Print, exactly as written, every line from the first line of the records below through the line containing "This screenshot has", and nothing further.
════════════════════
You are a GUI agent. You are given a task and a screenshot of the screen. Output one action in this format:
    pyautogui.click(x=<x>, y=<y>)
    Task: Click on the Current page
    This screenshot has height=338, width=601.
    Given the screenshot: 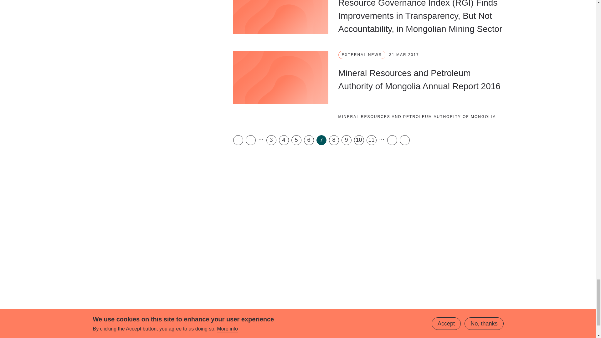 What is the action you would take?
    pyautogui.click(x=321, y=140)
    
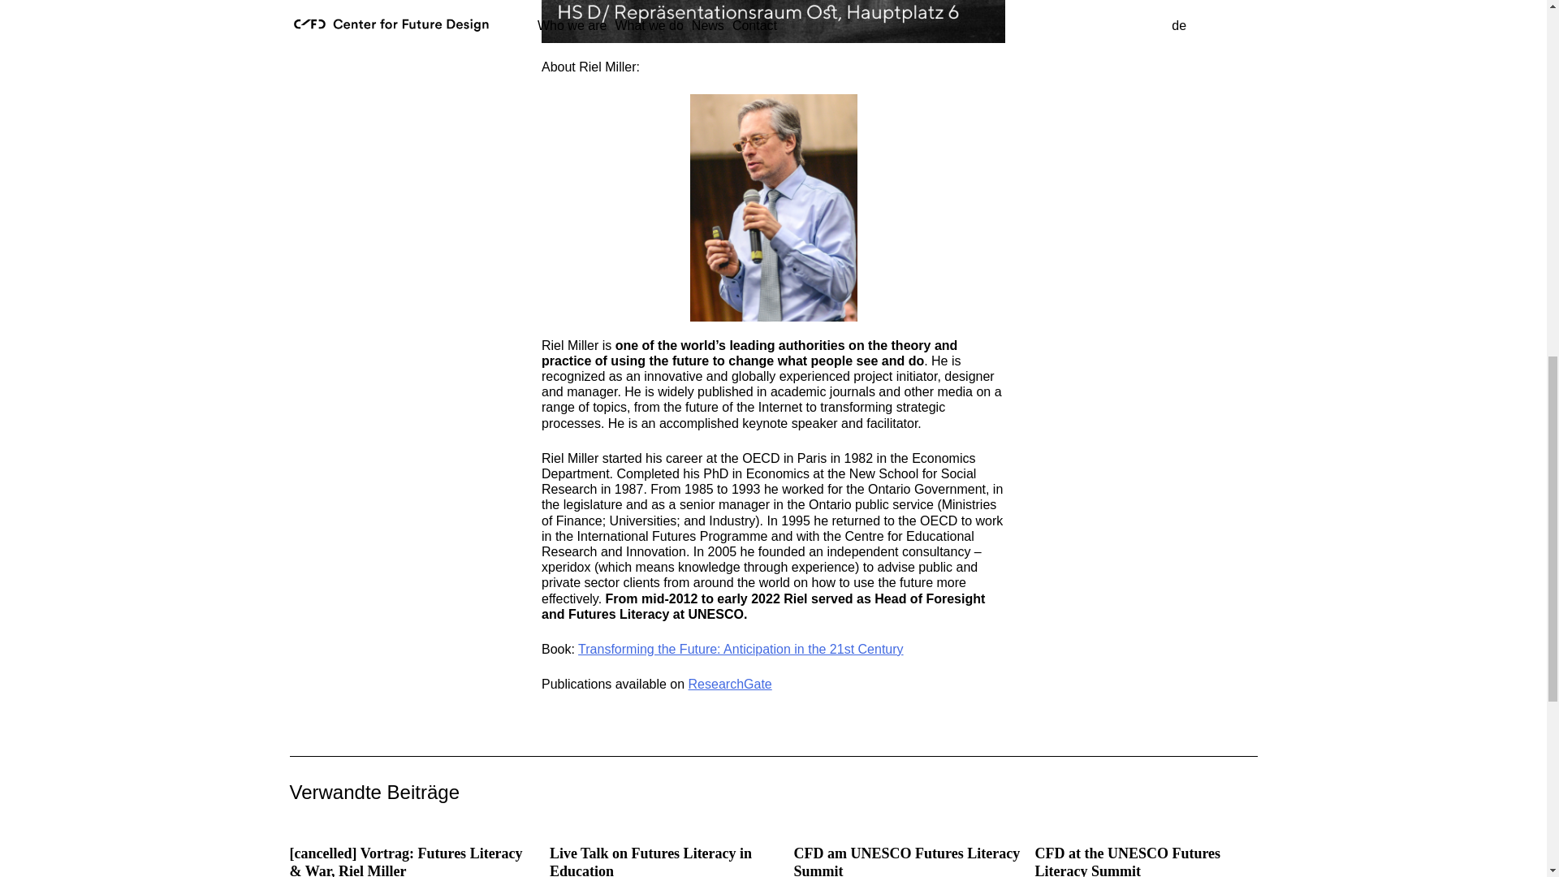  I want to click on CFD am UNESCO Futures Literacy Summit, so click(907, 861).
════════════════════
Expected output.
You are a GUI agent. You are given a task and a screenshot of the screen. Output one action in this format:
    pyautogui.click(x=<x>, y=<y>)
    Task: Click on the Current page
    This screenshot has height=338, width=601.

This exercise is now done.